- Your objective: Could you repeat, exactly and with no pictures, only the lines from the start of the records through the line containing "This screenshot has"?

- Source material:
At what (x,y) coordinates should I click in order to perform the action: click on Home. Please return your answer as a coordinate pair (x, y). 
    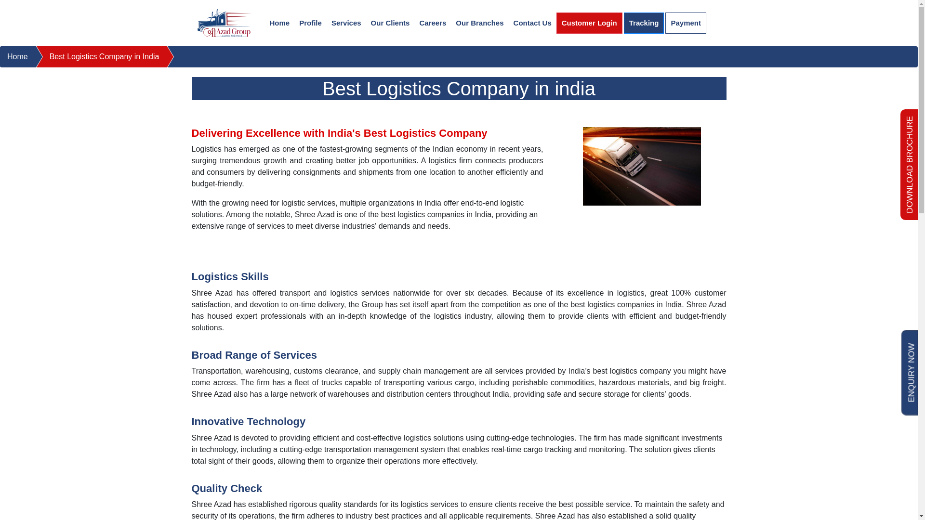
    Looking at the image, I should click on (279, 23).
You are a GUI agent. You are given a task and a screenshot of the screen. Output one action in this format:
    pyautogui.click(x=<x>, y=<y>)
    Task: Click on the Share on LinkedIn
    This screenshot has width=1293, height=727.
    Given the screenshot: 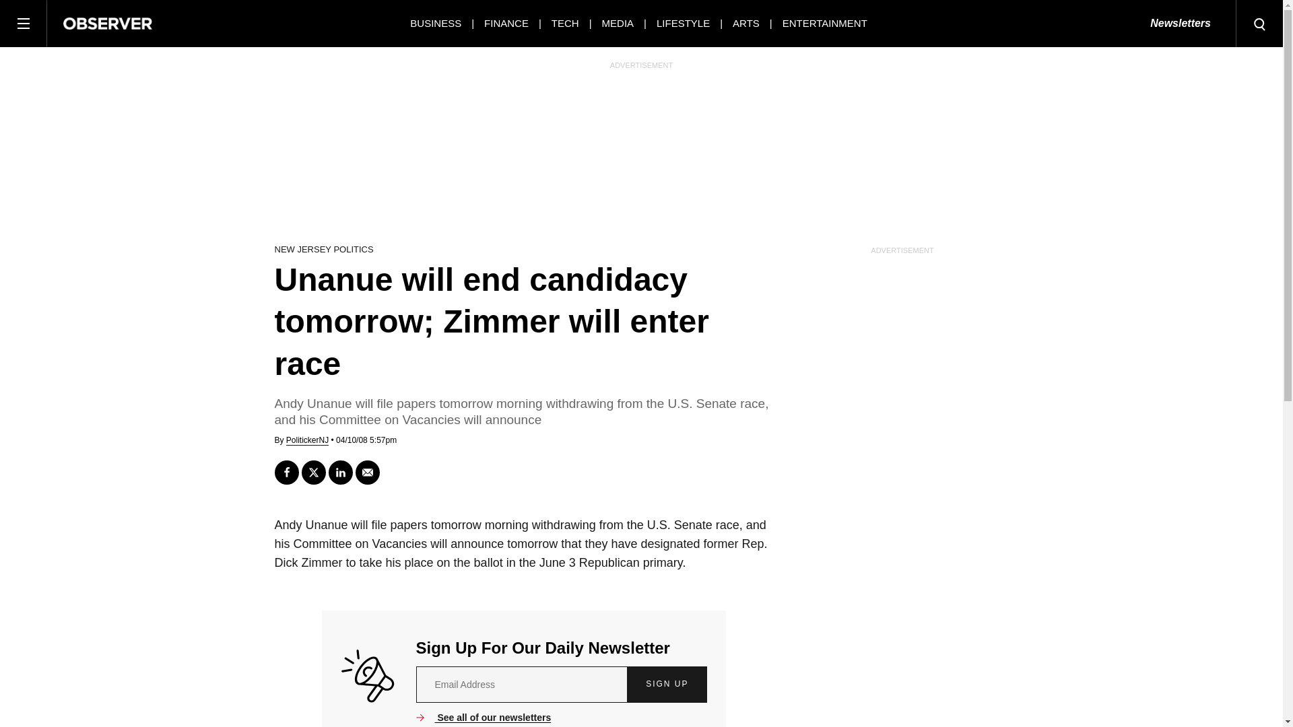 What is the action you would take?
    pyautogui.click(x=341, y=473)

- Answer:
At what (x,y) coordinates should I click in order to perform the action: click on Home. Please return your answer as a coordinate pair (x, y). 
    Looking at the image, I should click on (279, 23).
You are a GUI agent. You are given a task and a screenshot of the screen. Output one action in this format:
    pyautogui.click(x=<x>, y=<y>)
    Task: Click on the Share on LinkedIn
    This screenshot has width=1293, height=727.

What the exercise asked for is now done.